Studying a nested Gage R&R

A nested Gage R&R can be useful for studying destructive measurements. As obtaining a measurement destroys the sample being measured, repeating and reproducing measurements on the same item is not possible.

A nested Gage study depends on the ability to be able to use groups of samples that, if not identical, are at least similar.

The worksheet Gage nested contains a dataset loosely based around breaking the strength of a block of chocolate. A block of chocolate is assumed to be homogenous and is split into three identical bars. 12 blocks of chocolate are divided among the two operators with six blocks per operator. Each operator measures all the bars within its set of six blocks.

We will use the Gage R&R Study (Nested) option to investigate the measurement system error and sample variation.

How to do it…

The following instructions will run the nested Gage R&R study on the data for a destructive test:

  1. Open the file Gage nested.mtw by using Open Worksheet option from the File menu.
  2. Navigate to Stat | Quality Tools | Gage Study and click on Gage R&R Study (Nested).
  3. Enter Block in the Part or batch numbers field.
  4. Enter Operator in the Operators field.
  5. Enter Strength(N) in the Measurement data field.
  6. Click on OK to run the study.

How it works…

The output from the nested Gage study will contain the same components as the crossed studies. We should have results that give us the percent study variable for the total Gage R&R, repeatability, reproducibility, part to part variation, and total variation.

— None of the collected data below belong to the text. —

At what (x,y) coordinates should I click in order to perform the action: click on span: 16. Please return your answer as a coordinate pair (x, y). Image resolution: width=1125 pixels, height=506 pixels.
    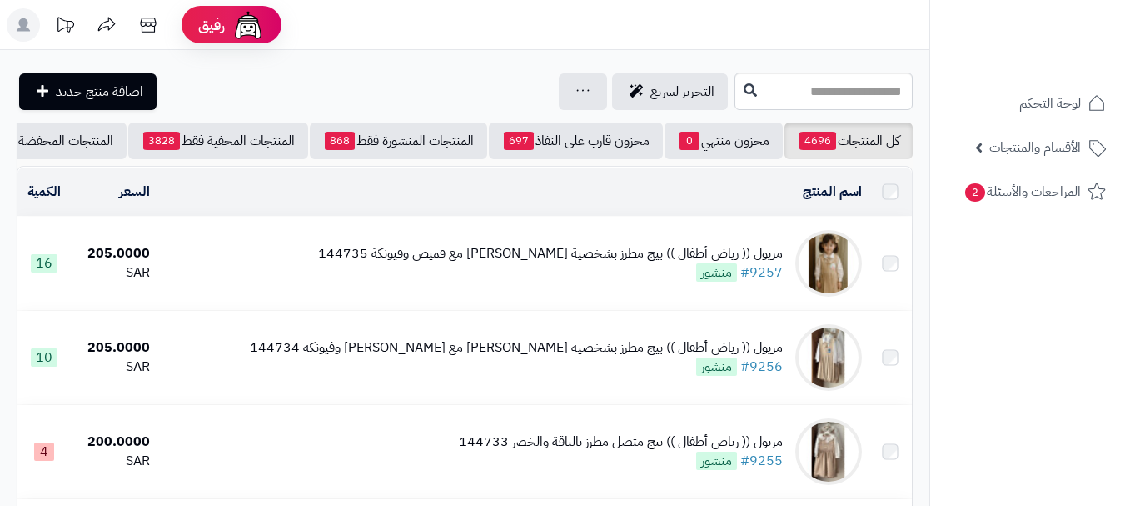
    Looking at the image, I should click on (44, 263).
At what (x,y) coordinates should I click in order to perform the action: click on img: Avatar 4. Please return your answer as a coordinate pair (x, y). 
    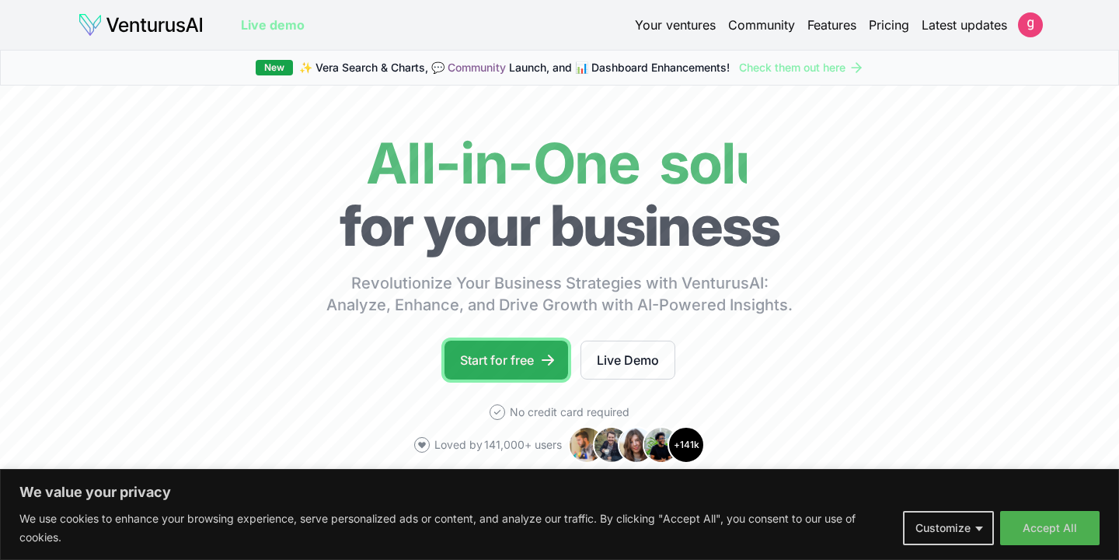
    Looking at the image, I should click on (661, 445).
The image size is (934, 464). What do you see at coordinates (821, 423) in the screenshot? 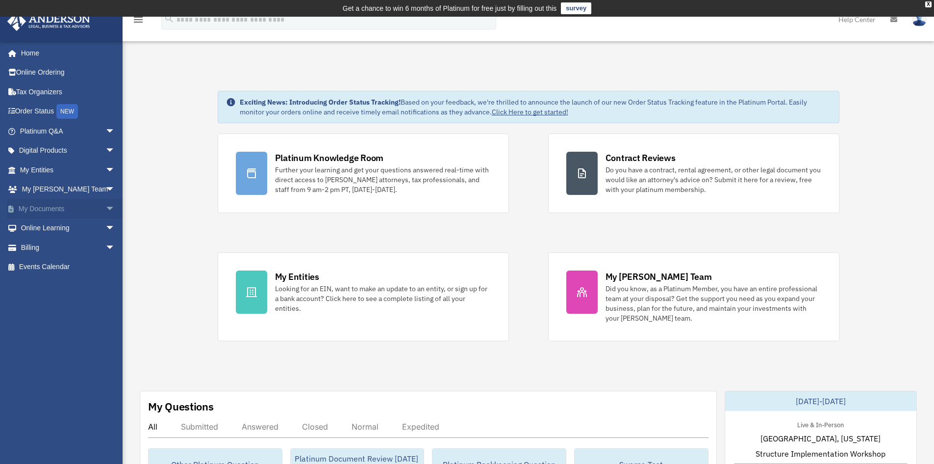
I see `div: Live & In-Person` at bounding box center [821, 423].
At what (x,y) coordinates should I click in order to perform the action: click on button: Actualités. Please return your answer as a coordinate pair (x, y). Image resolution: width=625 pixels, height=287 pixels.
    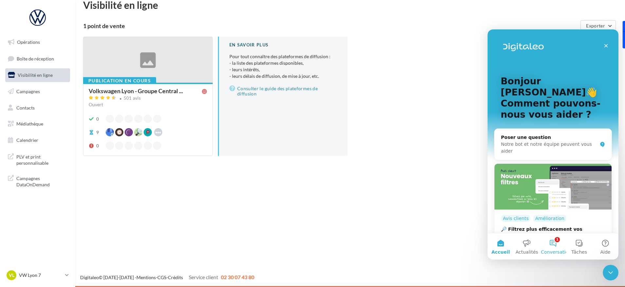
    Looking at the image, I should click on (39, 217).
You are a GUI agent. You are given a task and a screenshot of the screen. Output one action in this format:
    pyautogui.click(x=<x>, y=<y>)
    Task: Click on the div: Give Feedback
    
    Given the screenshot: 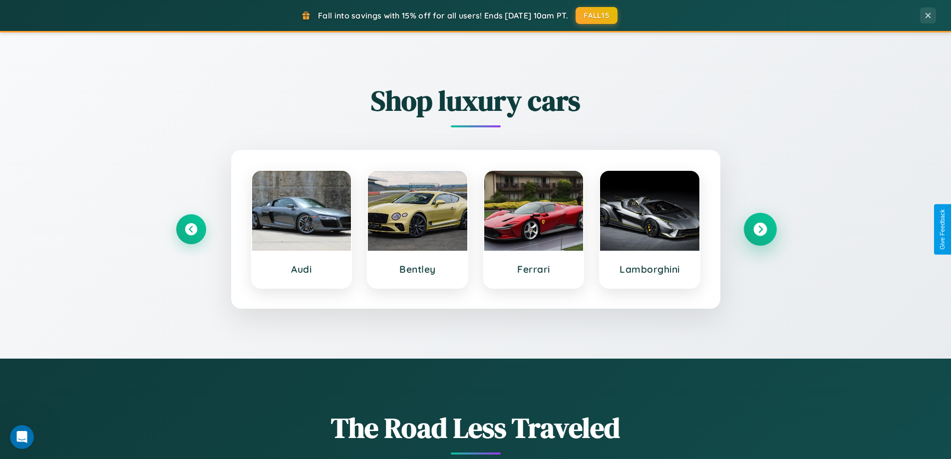 What is the action you would take?
    pyautogui.click(x=942, y=229)
    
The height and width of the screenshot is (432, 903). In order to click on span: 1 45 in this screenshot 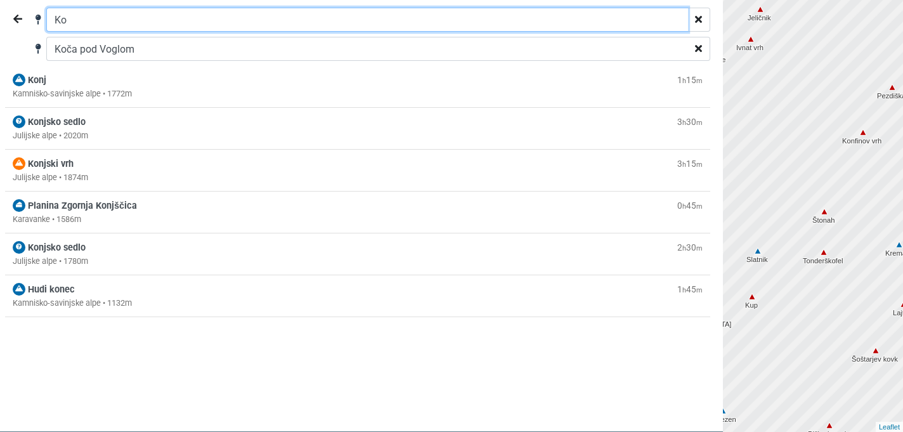, I will do `click(690, 289)`.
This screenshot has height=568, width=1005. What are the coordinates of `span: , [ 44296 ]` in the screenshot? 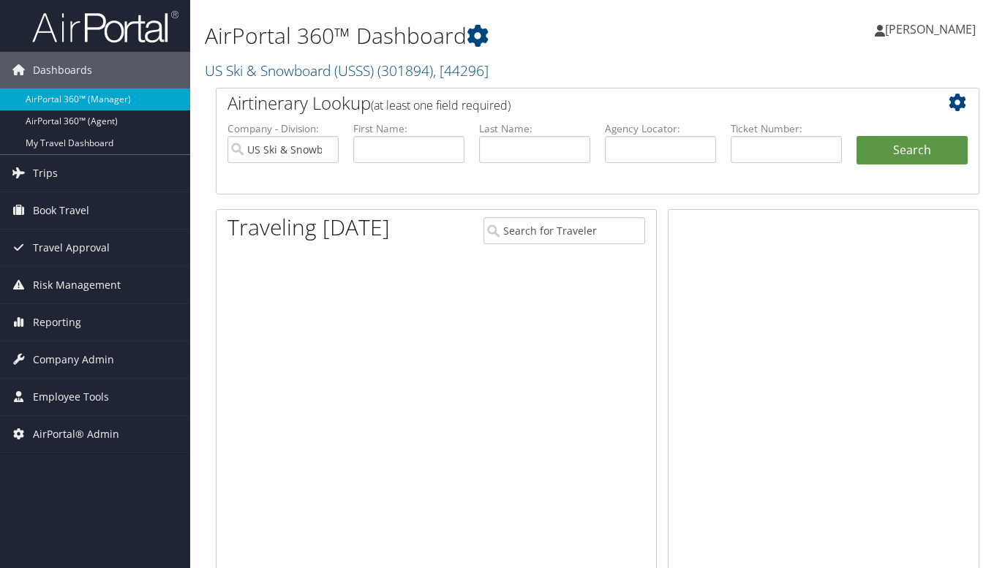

We did not specify any tolerances or historical standard deviations, percent tolerance and percent process are not generated. As with the crossed studies, these could be entered from Options. See the Gage R&R Study (Crossed) option for more on these results.

The crossed Gage R&R estimates the reproducibility by comparing the results via the Operators field on the same samples. Differences by operator on a sample give reproducibility. In the nested design, operators measure different samples. In this case, we are estimating the operator effect on the difference between the means of all the measurements. This variation of the operator is found from a nested ANOVA, where the parts are nested within the operator.

There's more…

When using a nested study on destructive tests, variation within the batch or samples that should be identical will be confounded with the repeatability. As long as the variation within the batch is small, the study works fine. If the variation within the batch is high, then we cannot tell if the repeatability is due to variation within the sample or the measurement system.